Filed Date: 10/10/2000
Status: Precedential
Modified Date: 11/1/2024
In an action to recover damages for personal injuries, the plaintiff appeals, as limited by her brief, from (1) so much of an order and judgment (one paper) of the Supreme Court, Suffolk County (Cannavo, J.), entered April 20, 1999, as granted the motion of the defendant County of Suffolk for summary judgment dismissing the complaint insofar as asserted against it and dismissed the complaint insofar as asserted against it, and (2) so much of an amended order and judgment (one paper) of the same court, entered April 22, 1999, as, inter alia, granted the same relief.
Ordered that the appeal from the order and judgment is dismissed, without costs or disbursements, as the order and judgment was superseded by the amended order and judgment; and it is further,
Ordered that the amended order and judgment is affirmed insofar as appealed from, without costs or disbursements.
The plaintiff was seriously injured when her car collided with two other vehicles at the intersection of the State-controlled exit ramp of Route 27 with Eastport Manor Road in Brookhaven, a road controlled by the defendant County of Suffolk.

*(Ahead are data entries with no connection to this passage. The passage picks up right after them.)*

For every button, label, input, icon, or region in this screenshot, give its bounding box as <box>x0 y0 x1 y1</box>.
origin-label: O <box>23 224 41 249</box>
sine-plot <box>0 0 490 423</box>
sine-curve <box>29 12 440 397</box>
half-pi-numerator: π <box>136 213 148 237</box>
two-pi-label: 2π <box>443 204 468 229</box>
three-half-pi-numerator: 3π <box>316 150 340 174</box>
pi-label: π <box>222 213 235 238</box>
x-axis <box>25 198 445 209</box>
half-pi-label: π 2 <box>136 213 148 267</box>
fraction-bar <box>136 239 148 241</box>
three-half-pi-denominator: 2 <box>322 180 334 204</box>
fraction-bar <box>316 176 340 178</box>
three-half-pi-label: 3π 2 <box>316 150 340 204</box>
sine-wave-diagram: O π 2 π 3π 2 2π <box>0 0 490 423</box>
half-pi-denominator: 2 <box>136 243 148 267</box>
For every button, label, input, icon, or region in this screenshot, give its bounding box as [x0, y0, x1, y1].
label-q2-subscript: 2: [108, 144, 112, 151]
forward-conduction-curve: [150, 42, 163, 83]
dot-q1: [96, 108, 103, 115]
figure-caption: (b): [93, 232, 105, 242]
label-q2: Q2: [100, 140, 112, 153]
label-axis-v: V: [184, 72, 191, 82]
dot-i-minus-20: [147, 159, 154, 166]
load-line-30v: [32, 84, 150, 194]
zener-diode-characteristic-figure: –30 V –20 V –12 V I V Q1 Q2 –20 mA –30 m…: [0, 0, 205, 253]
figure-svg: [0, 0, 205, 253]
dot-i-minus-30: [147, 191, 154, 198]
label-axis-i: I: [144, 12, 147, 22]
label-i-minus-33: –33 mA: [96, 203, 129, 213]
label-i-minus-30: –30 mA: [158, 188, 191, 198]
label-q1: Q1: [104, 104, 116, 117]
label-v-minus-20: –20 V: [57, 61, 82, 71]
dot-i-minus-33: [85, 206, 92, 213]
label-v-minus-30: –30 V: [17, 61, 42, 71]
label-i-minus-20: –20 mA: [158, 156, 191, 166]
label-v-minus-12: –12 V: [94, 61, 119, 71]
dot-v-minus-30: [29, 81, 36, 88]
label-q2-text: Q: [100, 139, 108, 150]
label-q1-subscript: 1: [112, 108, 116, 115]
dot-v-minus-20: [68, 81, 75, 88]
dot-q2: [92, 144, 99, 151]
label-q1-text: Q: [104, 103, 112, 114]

The plaintiff, traveling on the exit ramp, failed to obey a stop sign at the intersection with the County road. The plaintiffs car was hit by cars traveling on the County road whose drivers did not see the plaintiff entering the intersection in time to avert the collisions.

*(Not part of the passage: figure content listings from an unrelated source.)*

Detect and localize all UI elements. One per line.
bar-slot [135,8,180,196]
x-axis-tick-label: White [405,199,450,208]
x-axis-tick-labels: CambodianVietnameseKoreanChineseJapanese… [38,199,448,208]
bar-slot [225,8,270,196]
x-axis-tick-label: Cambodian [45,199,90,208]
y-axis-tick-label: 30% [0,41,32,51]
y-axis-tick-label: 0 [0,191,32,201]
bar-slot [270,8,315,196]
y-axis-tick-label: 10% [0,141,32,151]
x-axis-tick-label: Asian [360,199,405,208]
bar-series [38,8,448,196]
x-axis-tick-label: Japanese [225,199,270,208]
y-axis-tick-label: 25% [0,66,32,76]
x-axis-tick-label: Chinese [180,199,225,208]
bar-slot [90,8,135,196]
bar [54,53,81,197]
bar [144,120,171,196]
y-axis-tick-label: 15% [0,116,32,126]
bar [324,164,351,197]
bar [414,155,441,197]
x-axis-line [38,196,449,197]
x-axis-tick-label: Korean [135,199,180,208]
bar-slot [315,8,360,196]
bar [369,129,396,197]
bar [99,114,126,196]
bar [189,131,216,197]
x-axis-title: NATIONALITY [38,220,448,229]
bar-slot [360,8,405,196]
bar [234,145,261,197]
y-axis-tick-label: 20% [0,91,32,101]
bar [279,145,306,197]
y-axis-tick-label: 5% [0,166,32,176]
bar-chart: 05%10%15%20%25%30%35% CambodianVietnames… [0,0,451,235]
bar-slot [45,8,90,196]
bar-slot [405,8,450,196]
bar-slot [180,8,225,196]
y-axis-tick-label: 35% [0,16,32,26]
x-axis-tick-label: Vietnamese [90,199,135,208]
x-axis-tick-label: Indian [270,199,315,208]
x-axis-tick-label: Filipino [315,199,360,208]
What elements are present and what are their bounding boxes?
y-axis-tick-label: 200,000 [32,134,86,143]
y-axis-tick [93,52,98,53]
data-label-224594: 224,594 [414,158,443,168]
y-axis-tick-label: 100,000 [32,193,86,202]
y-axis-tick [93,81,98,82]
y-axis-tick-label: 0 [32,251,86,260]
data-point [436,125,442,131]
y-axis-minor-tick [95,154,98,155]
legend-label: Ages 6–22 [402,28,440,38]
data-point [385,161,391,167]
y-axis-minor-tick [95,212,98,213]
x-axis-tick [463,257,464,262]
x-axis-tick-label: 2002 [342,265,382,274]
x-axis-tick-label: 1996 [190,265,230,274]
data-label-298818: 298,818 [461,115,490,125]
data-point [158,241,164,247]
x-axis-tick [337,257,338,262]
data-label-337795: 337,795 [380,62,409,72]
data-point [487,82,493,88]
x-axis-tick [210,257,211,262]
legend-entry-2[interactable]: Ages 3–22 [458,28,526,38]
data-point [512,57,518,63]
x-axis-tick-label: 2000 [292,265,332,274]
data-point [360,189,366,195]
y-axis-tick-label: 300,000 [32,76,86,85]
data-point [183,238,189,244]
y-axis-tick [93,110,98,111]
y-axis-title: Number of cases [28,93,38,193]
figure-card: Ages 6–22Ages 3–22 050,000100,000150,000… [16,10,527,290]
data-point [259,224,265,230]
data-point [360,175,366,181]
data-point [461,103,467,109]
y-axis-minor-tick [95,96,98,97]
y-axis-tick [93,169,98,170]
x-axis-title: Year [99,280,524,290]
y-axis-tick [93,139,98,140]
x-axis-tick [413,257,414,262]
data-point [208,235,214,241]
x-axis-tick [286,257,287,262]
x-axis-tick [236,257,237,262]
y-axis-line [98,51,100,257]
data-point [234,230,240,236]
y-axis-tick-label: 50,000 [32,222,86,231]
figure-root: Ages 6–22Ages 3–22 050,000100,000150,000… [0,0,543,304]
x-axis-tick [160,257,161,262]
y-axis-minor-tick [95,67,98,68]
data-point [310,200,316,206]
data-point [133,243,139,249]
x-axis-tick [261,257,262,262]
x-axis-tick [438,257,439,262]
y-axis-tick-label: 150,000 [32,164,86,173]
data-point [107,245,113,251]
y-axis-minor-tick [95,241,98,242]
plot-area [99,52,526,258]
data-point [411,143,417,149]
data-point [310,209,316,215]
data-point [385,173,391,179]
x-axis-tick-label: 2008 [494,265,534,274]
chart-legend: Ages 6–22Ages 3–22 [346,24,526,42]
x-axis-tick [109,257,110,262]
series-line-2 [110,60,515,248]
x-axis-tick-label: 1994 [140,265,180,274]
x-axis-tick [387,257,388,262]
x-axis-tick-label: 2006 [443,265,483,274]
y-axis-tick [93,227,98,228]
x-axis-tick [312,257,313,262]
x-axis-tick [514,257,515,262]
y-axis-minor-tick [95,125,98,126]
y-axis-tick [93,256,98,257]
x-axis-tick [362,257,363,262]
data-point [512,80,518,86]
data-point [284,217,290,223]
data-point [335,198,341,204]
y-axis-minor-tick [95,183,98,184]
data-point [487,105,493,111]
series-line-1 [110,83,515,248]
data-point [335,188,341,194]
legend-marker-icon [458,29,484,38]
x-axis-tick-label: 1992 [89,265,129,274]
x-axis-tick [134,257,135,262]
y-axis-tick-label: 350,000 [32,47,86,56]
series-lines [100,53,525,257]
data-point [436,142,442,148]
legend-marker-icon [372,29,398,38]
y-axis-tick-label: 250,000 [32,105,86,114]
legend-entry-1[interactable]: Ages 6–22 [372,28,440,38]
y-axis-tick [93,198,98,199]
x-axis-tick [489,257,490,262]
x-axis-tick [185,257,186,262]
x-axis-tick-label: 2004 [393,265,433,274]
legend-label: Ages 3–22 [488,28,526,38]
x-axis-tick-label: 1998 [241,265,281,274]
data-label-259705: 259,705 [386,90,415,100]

In opposing the County’s prima facie showing of its entitlement to summary judgment, the plaintiff failed to submit evidentiary proof in admissible form to raise triable issues of fact as to the County’s alleged negligence in designing or maintaining the County road (see, Fitzrandolph v Rodrigue, 205 AD2d 496; Cannistra v Town of Putnam Val., 177 AD2d 536; DiCupe v City of New York, 167 AD2d 442, citing Weiss v Fote, 7 NY2d 579, 589; Rodriguez v County of Suffolk, 123 AD2d 754). Accordingly, summary judgment was properly granted to the defendant County of Suffolk. Ritter, J. P., S. Miller, Friedmann and Florio, JJ., concur.